I was reading about currying in functional-programming, and I have a very basic question:
If I have two functions in Java
int add(int x, int y){
return x+y;
}
and I create another method
int increment(int y){
return add(1, y);
}
In the above code, when I wrote increment function, did I actually curry add ?
Currying is only one concept of functional programming. There are other concepts like pure functions and higher-order functions (which include currying) that may interest you.
Currying is when you break down a function that takes multiple arguments into a series of functions that each take only one argument. Here's an example in JavaScript: function add (a, b) { return a + b; } add(3, 4); // returns 7. This is a function that takes two arguments, a and b, and returns their sum.
Java is a functional style language and the language like Haskell is a purely functional programming language. Let's understand a few concepts in functional programming: Higher-order functions: In functional programming, functions are to be considered as first-class citizens.
You have partially applied add. This is related to currying.
In some languages that support partial application, functions are curried by default. you might be able write code like:
increment = add(1)
println(increment(2))
# => 3
A curried function allows you to partially apply that function directly. Java doesn't support that kind of thing without extra machinery.
EDIT:
In Java 8, with lambdas and java.util.function, you can define a curry function.
import java.util.function.Function;
public class Example {
public static <T, U, R> Function<T, Function<U, R>> curry(BiFunction<T, U, R> f) {
return t -> u -> f.apply(t, u);
}
public static int add(int x, int y) {
return x + y;
}
public static void main(String[] args) {
Function<Integer, Function<Integer, Integer>> curriedAdd = curry(Example::add);
// or
// BiFunction<Integer, Integer, Integer> add = (x, y) -> x + y;
// curriedAdd = curry(add);
Function<Integer, Integer> increment = curriedAdd.apply(1);
System.out.println(increment.apply(4));
}
}
EDIT #2: I was wrong! I've corrected/modified my answer. As sepp2k pointed out this is only partial function application. The two concepts are related and often confused. In my defense there's a section on the currying Wikipedia page about the mixup.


§ **What is needed**
Every entry needs to be written out again exactly.
== Information
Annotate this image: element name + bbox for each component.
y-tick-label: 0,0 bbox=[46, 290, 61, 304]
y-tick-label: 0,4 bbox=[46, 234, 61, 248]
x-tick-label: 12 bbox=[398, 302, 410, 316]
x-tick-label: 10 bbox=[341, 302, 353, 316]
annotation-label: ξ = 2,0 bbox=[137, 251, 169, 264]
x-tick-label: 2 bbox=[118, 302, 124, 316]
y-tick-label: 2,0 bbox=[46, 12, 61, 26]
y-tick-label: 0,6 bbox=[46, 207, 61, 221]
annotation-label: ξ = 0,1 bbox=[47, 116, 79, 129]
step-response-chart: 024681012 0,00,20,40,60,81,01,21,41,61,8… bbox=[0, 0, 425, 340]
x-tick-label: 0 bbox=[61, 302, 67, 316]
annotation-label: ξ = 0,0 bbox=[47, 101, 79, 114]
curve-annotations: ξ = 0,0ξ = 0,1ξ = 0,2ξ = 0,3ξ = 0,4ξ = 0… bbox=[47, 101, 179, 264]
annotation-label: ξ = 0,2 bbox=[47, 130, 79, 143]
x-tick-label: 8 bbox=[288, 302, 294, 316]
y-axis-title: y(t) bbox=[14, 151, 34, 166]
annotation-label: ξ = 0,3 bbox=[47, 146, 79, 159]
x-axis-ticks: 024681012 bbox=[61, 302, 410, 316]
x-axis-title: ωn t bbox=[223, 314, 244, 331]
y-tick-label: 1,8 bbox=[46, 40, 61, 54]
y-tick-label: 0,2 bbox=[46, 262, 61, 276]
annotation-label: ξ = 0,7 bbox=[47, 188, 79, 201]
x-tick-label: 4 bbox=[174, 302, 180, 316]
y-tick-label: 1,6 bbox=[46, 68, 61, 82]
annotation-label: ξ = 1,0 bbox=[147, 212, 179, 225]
====
§ **Your response**
Annotate this image: element name + bbox for each component.
y-tick-label: 0,0 bbox=[46, 290, 61, 304]
y-tick-label: 0,4 bbox=[46, 234, 61, 248]
x-tick-label: 12 bbox=[398, 302, 410, 316]
x-tick-label: 10 bbox=[341, 302, 353, 316]
annotation-label: ξ = 2,0 bbox=[137, 251, 169, 264]
x-tick-label: 2 bbox=[118, 302, 124, 316]
y-tick-label: 2,0 bbox=[46, 12, 61, 26]
y-tick-label: 0,6 bbox=[46, 207, 61, 221]
annotation-label: ξ = 0,1 bbox=[47, 116, 79, 129]
step-response-chart: 024681012 0,00,20,40,60,81,01,21,41,61,8… bbox=[0, 0, 425, 340]
x-tick-label: 0 bbox=[61, 302, 67, 316]
annotation-label: ξ = 0,0 bbox=[47, 101, 79, 114]
curve-annotations: ξ = 0,0ξ = 0,1ξ = 0,2ξ = 0,3ξ = 0,4ξ = 0… bbox=[47, 101, 179, 264]
annotation-label: ξ = 0,2 bbox=[47, 130, 79, 143]
x-tick-label: 8 bbox=[288, 302, 294, 316]
y-axis-title: y(t) bbox=[14, 151, 34, 166]
annotation-label: ξ = 0,3 bbox=[47, 146, 79, 159]
x-axis-ticks: 024681012 bbox=[61, 302, 410, 316]
x-axis-title: ωn t bbox=[223, 314, 244, 331]
y-tick-label: 1,8 bbox=[46, 40, 61, 54]
y-tick-label: 0,2 bbox=[46, 262, 61, 276]
annotation-label: ξ = 0,7 bbox=[47, 188, 79, 201]
x-tick-label: 4 bbox=[174, 302, 180, 316]
y-tick-label: 1,6 bbox=[46, 68, 61, 82]
annotation-label: ξ = 1,0 bbox=[147, 212, 179, 225]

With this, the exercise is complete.